Syria Gets Credit for Gains in Iraq: Jihadists Come from US Allies
Friday, November 23rd, 2007
Iraq's foreign militants 'come from US allies'
Peter Walker
November 22, 2007 (Thanks "friday-lunch-club")
Guardian Unlimited
Around 60% of all foreign militants who entered Iraq to fight over the past year came from Saudi Arabia and Libya, according to files seized by American forces at a desert camp.
The files listed the nationalities and biographical details of more than 700 fighters who crossed into Iraq from August last year, around half of whom came to the country to be suicide bombers, the New York Times reported today.
In all, 305, or 41%, of the fighters listed were from Saudi Arabia. Another 137, or 18%, came from Libya. Both countries are officially US allies in anti-terrorism efforts.
In contrast, 56 Syrians were listed and no Lebanese. Previously, US officials estimated that around a fifth of all foreign fighters in Iraq came from these two countries.
US officials have also long complained about Iranian interference in the affairs of its neighbour, accusing Tehran of shipping weapons for militants over the border. However, any assistance does not appear to extend to people, the paper said, reporting that, of around 25,000 suspected militants in US custody in Iraq, 11 were Iranian. No Iranians were listed among the fighters whose details were found.
The information came from files and computers seized in September when US forces raided a camp in the desert near Sinjar, a small town in north-west Iraq, close to the Syrian border. It was believed the camp was the base for an insurgent cell responsible for smuggling the vast majority of foreign fighters into Iraq.
The files also gave details of 68 Yemeni nationals, the third-biggest source. There were 64 fighters from Algeria, 50 from Morocco, 38 from Tunisia, 14 from Jordan, six from Turkey and two each from Egypt and France.
According to the newspaper, US officials believe the raid stemmed the flow of foreign militants into Iraq, which dropped to around 40 in October, down from a peak of more than 100 a month in the first half of this year.
Last month there were 16 suicide bombings in Iraq, sharply down from a peak of 59 in March. According to the report, the US military believes 90% of such attacks are carried out by foreigners.
However, US officers fear this effect may be temporary. "We cut the head off, but the tail is still left," a senior military official told the newspaper. "Regeneration is completely within the realm of possibility."
The US has previously estimated the nationalities of fighters crossing over the Syrian border into Iraq, but the seized files give a more complete picture.
While Saudi Arabia is a long-term US ally, its nationals form the nucleus of al-Qaida; 15 of the 19 September 11 attackers were from the country.
And while Libya was listed by the US as a state sponsor of terrorism, it was removed last year after the countries restored full diplomatic relations.
US commander gives part credit to Syria for military gains in Iraq
WASHINGTON (AFP) — The number of foreign combatants with Al-Qaeda ties in Iraq is down markedly in recent months, top US commander David Petraeus said in an interview published Wednesday, thanks largely to "more robust" interdiction efforts by Syria.
"We have a formula to estimate how many foreign fighters come in a month. We think there's been a reduction by a third or maybe more than that," Petraeus told The Wall Street Journal.
"In general, the intelligence is that we have seen a reduction in that flow," he said.
In the past, the United States has accused Damascus of failing to do enough to stem the flow of foreign fighters across its shared border with Iraq.
Now however, although the US general attributed the reduction to "no single factor," he credited efforts by Damascus in large part.
"There does appear to have been more robust action by Syria against some foreign fighter networks," said Petraeus, who cited efforts "to make it harder for military-age males to travel from a city to Damascus on a one-way airticket."
Petraeus said Syria also has moved "to tighten the border ports of entry to Iraq, to look at traditional smuggling routes."
Those inroads, among other factors, have helped brighten US prospects of subduing the stubborn Al-Qaeda-fed insurgency in Iraq.
While the terror network "remains a very significant element of the security situation in Iraq … it is a threat that has been diminished over the past six to eight months in particular," Petraeus told the Wall Street Journal.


TASK DIRECTIONS:
Report only the number of lines in this material that include the string "Delivery".

EXTRACTED RECORDS:
===============

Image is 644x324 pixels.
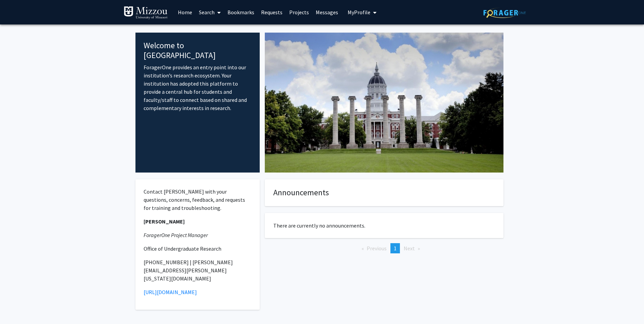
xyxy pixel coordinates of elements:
[367,245,387,252] span: Previous
[265,32,503,173] img: Cover Image
[196,0,224,24] a: Search
[313,0,341,24] a: Messages
[144,258,252,282] p: [PHONE_NUMBER] | [PERSON_NAME][EMAIL_ADDRESS][PERSON_NAME][US_STATE][DOMAIN_NAME]
[404,245,415,252] span: Next
[286,0,313,24] a: Projects
[273,188,495,197] h4: Announcements
[144,289,197,296] a: [URL][DOMAIN_NAME]
[123,6,168,20] img: University of Missouri Logo
[224,0,258,24] a: Bookmarks
[175,0,196,24] a: Home
[348,9,370,16] span: My Profile
[5,293,29,319] iframe: Chat
[394,245,397,252] span: 1
[144,63,252,112] p: ForagerOne provides an entry point into our institution’s research ecosystem. Your institution ha...
[144,232,208,238] em: ForagerOne Project Manager
[144,41,252,60] h4: Welcome to [GEOGRAPHIC_DATA]
[144,187,252,212] p: Contact [PERSON_NAME] with your questions, concerns, feedback, and requests for training and trou...
[258,0,286,24] a: Requests
[144,218,185,225] strong: [PERSON_NAME]
[483,7,526,18] img: ForagerOne Logo
[265,243,503,254] ul: Pagination
[144,244,252,253] p: Office of Undergraduate Research
[273,222,495,229] p: There are currently no announcements.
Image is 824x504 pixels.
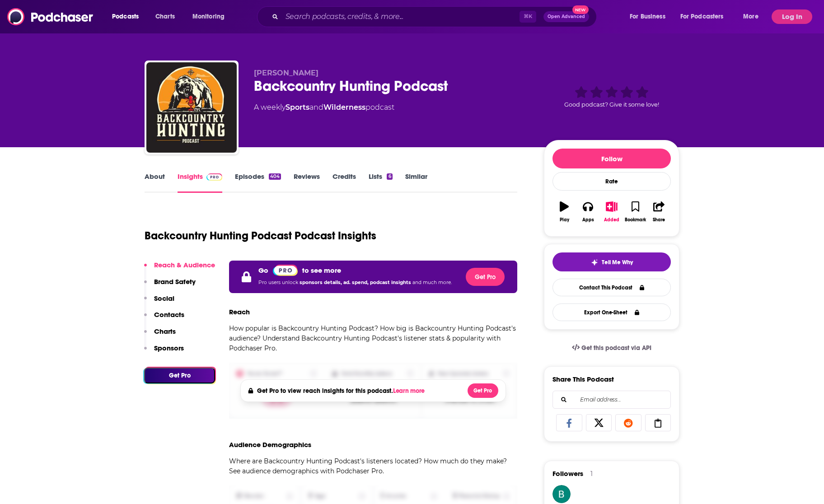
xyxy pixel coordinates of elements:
[323,103,365,111] a: Wilderness
[468,383,499,398] button: Get Pro
[553,469,583,478] span: Followers
[144,229,376,242] h1: Backcountry Hunting Podcast Podcast Insights
[652,217,665,223] div: Share
[647,196,671,228] button: Share
[573,5,589,14] span: New
[144,277,196,294] button: Brand Safety
[154,310,184,319] p: Contacts
[147,62,237,152] img: Backcountry Hunting Podcast
[553,149,671,168] button: Follow
[299,279,413,285] span: sponsors details, ad. spend, podcast insights
[229,308,250,316] h3: Reach
[623,10,677,24] button: open menu
[293,172,320,193] a: Reviews
[144,294,174,311] button: Social
[207,174,222,180] img: Podchaser Pro
[144,260,215,277] button: Reach & Audience
[282,10,520,24] input: Search podcasts, credits, & more...
[466,267,504,286] button: Get Pro
[553,374,614,383] h3: Share This Podcast
[273,264,298,275] img: Podchaser Pro
[543,11,589,22] button: Open AdvancedNew
[106,10,150,24] button: open menu
[560,391,663,408] input: Email address...
[604,217,619,223] div: Added
[144,310,184,327] button: Contacts
[737,10,770,24] button: open menu
[155,10,174,23] span: Charts
[564,101,659,108] span: Good podcast? Give it some love!
[520,11,536,23] span: ⌘ K
[553,252,671,271] button: tell me why sparkleTell Me Why
[273,264,298,275] a: Pro website
[112,10,139,23] span: Podcasts
[302,266,341,275] p: to see more
[553,278,671,296] a: Contact This Podcast
[602,259,633,266] span: Tell Me Why
[154,260,215,269] p: Reach & Audience
[154,327,176,336] p: Charts
[582,217,594,223] div: Apps
[564,337,658,359] a: Get this podcast via API
[144,327,176,344] button: Charts
[265,7,606,27] div: Search podcasts, credits, & more...
[150,10,180,24] a: Charts
[257,387,427,394] h4: Get Pro to view reach insights for this podcast.
[586,414,612,431] a: Share on X/Twitter
[309,103,323,111] span: and
[548,15,585,19] span: Open Advanced
[186,10,236,24] button: open menu
[254,69,318,77] span: [PERSON_NAME]
[154,344,184,352] p: Sponsors
[285,103,309,111] a: Sports
[177,172,222,193] a: InsightsPodchaser Pro
[556,414,582,431] a: Share on Facebook
[680,10,724,23] span: For Podcasters
[553,485,570,503] img: belinda.robinson
[254,102,394,113] div: A weekly podcast
[553,390,671,409] div: Search followers
[590,470,592,478] div: 1
[229,440,312,448] h3: Audience Demographics
[559,217,569,223] div: Play
[144,344,184,360] button: Sponsors
[625,217,646,223] div: Bookmark
[645,414,672,431] a: Copy Link
[743,10,758,23] span: More
[192,10,224,23] span: Monitoring
[144,368,215,383] button: Get Pro
[405,172,427,193] a: Similar
[229,456,517,475] p: Where are Backcountry Hunting Podcast's listeners located? How much do they make? See audience de...
[369,172,392,193] a: Lists6
[615,414,641,431] a: Share on Reddit
[269,174,281,179] div: 404
[576,196,600,228] button: Apps
[144,172,165,193] a: About
[623,196,647,228] button: Bookmark
[600,196,623,228] button: Added
[7,8,94,26] img: Podchaser - Follow, Share and Rate Podcasts
[386,174,392,179] div: 6
[154,294,174,303] p: Social
[544,69,680,125] div: Good podcast? Give it some love!
[258,266,268,275] p: Go
[229,323,517,353] p: How popular is Backcountry Hunting Podcast? How big is Backcountry Hunting Podcast's audience? Un...
[674,10,737,24] button: open menu
[553,303,671,321] button: Export One-Sheet
[581,344,651,352] span: Get this podcast via API
[393,388,427,394] button: Learn more
[258,275,452,289] p: Pro users unlock and much more.
[591,259,598,266] img: tell me why sparkle
[332,172,356,193] a: Credits
[235,172,281,193] a: Episodes404
[553,196,576,228] button: Play
[771,10,812,24] button: Log In
[154,277,196,286] p: Brand Safety
[630,10,666,23] span: For Business
[553,172,671,190] div: Rate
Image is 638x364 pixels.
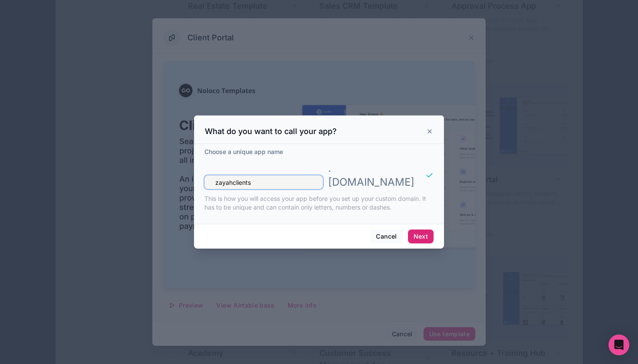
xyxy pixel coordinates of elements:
[328,161,415,189] p: . [DOMAIN_NAME]
[370,229,403,243] button: Cancel
[408,229,433,243] button: Next
[205,194,433,212] p: This is how you will access your app before you set up your custom domain. It has to be unique an...
[205,126,337,136] h3: What do you want to call your app?
[609,334,630,355] div: Open Intercom Messenger
[205,148,283,156] label: Choose a unique app name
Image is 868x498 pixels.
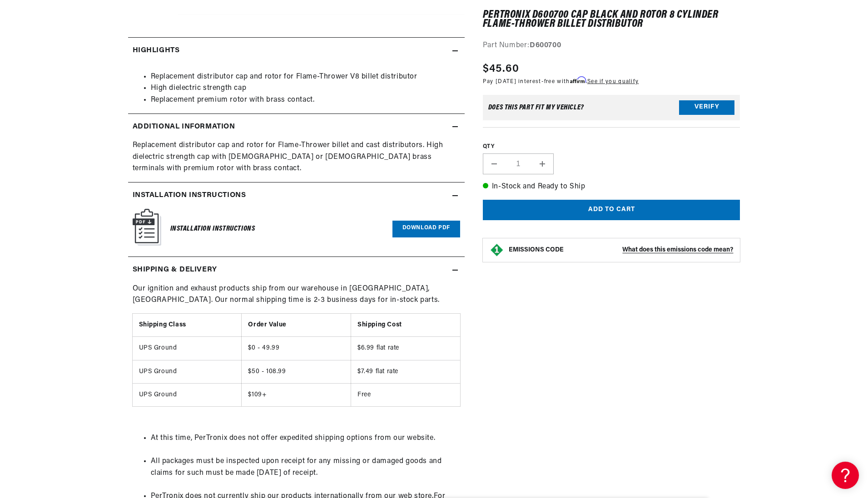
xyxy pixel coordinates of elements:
summary: Additional Information [128,113,464,140]
button: Verify [679,100,735,114]
p: Pay [DATE] interest-free with . [482,77,638,86]
p: In-Stock and Ready to Ship [482,181,740,193]
div: Part Number: [482,41,740,52]
h2: Additional Information [132,122,235,133]
strong: Order Value [248,321,287,328]
span: $45.60 [482,61,519,77]
li: Replacement distributor cap and rotor for Flame-Thrower V8 billet distributor [151,71,460,83]
div: Does This part fit My vehicle? [489,104,584,111]
td: $50 - 108.99 [242,359,351,383]
strong: D600700 [529,42,561,50]
td: $6.99 flat rate [351,337,460,359]
td: UPS Ground [132,337,242,359]
strong: What does this emissions code mean? [622,247,733,253]
summary: Shipping & Delivery [128,257,464,283]
span: Our ignition and exhaust products ship from our warehouse in [GEOGRAPHIC_DATA], [GEOGRAPHIC_DATA]... [132,285,440,304]
td: UPS Ground [132,359,242,383]
strong: EMISSIONS CODE [508,247,563,253]
span: All packages must be inspected upon receipt for any missing or damaged goods and claims for such ... [151,457,442,476]
span: At this time, PerTronix does not offer expedited shipping options from our website. [151,434,435,441]
img: Instruction Manual [132,209,161,246]
h2: Shipping & Delivery [132,264,217,276]
li: High dielectric strength cap [151,83,460,95]
span: Affirm [570,77,586,84]
h2: Highlights [132,45,179,57]
button: EMISSIONS CODEWhat does this emissions code mean? [508,246,734,254]
strong: Shipping Class [139,321,187,328]
label: QTY [482,143,740,150]
h2: Installation instructions [132,190,246,202]
a: See if you qualify - Learn more about Affirm Financing (opens in modal) [587,79,638,85]
td: $7.49 flat rate [351,359,460,383]
a: Download PDF [392,221,460,237]
button: Add to cart [482,200,740,220]
summary: Installation instructions [128,183,464,209]
strong: Shipping Cost [357,321,402,328]
td: Free [351,384,460,406]
td: UPS Ground [132,384,242,406]
h6: Installation Instructions [170,222,255,235]
h1: PerTronix D600700 Cap Black and Rotor 8 cylinder Flame-Thrower Billet Distributor [482,11,740,29]
td: $0 - 49.99 [242,337,351,359]
li: Replacement premium rotor with brass contact. [151,95,460,106]
p: Replacement distributor cap and rotor for Flame-Thrower billet and cast distributors. High dielec... [132,140,460,175]
img: Emissions code [489,243,504,258]
td: $109+ [242,384,351,406]
summary: Highlights [128,38,464,64]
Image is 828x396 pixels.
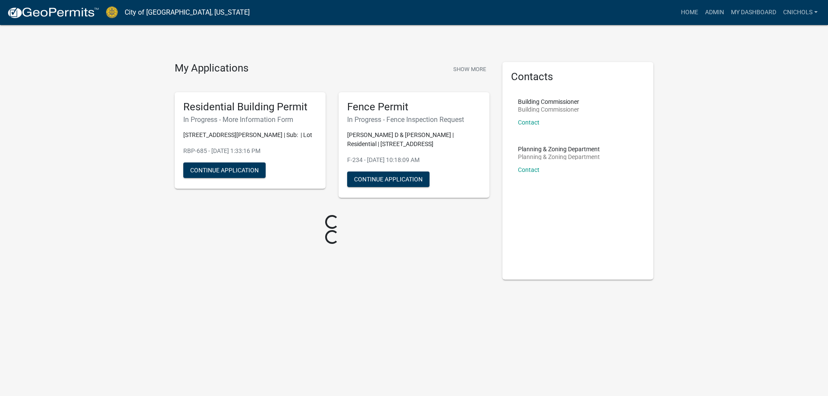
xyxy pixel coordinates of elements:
[183,163,266,178] button: Continue Application
[106,6,118,18] img: City of Jeffersonville, Indiana
[678,4,702,21] a: Home
[347,172,430,187] button: Continue Application
[702,4,728,21] a: Admin
[347,116,481,124] h6: In Progress - Fence Inspection Request
[183,101,317,113] h5: Residential Building Permit
[518,167,540,173] a: Contact
[518,146,600,152] p: Planning & Zoning Department
[183,147,317,156] p: RBP-685 - [DATE] 1:33:16 PM
[347,101,481,113] h5: Fence Permit
[183,131,317,140] p: [STREET_ADDRESS][PERSON_NAME] | Sub: | Lot
[175,62,248,75] h4: My Applications
[347,156,481,165] p: F-234 - [DATE] 10:18:09 AM
[518,154,600,160] p: Planning & Zoning Department
[518,99,579,105] p: Building Commissioner
[450,62,490,76] button: Show More
[518,119,540,126] a: Contact
[518,107,579,113] p: Building Commissioner
[347,131,481,149] p: [PERSON_NAME] D & [PERSON_NAME] | Residential | [STREET_ADDRESS]
[780,4,821,21] a: cnichols
[511,71,645,83] h5: Contacts
[125,5,250,20] a: City of [GEOGRAPHIC_DATA], [US_STATE]
[183,116,317,124] h6: In Progress - More Information Form
[728,4,780,21] a: My Dashboard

===============

SOLUTION TO THE EXERCISE:
2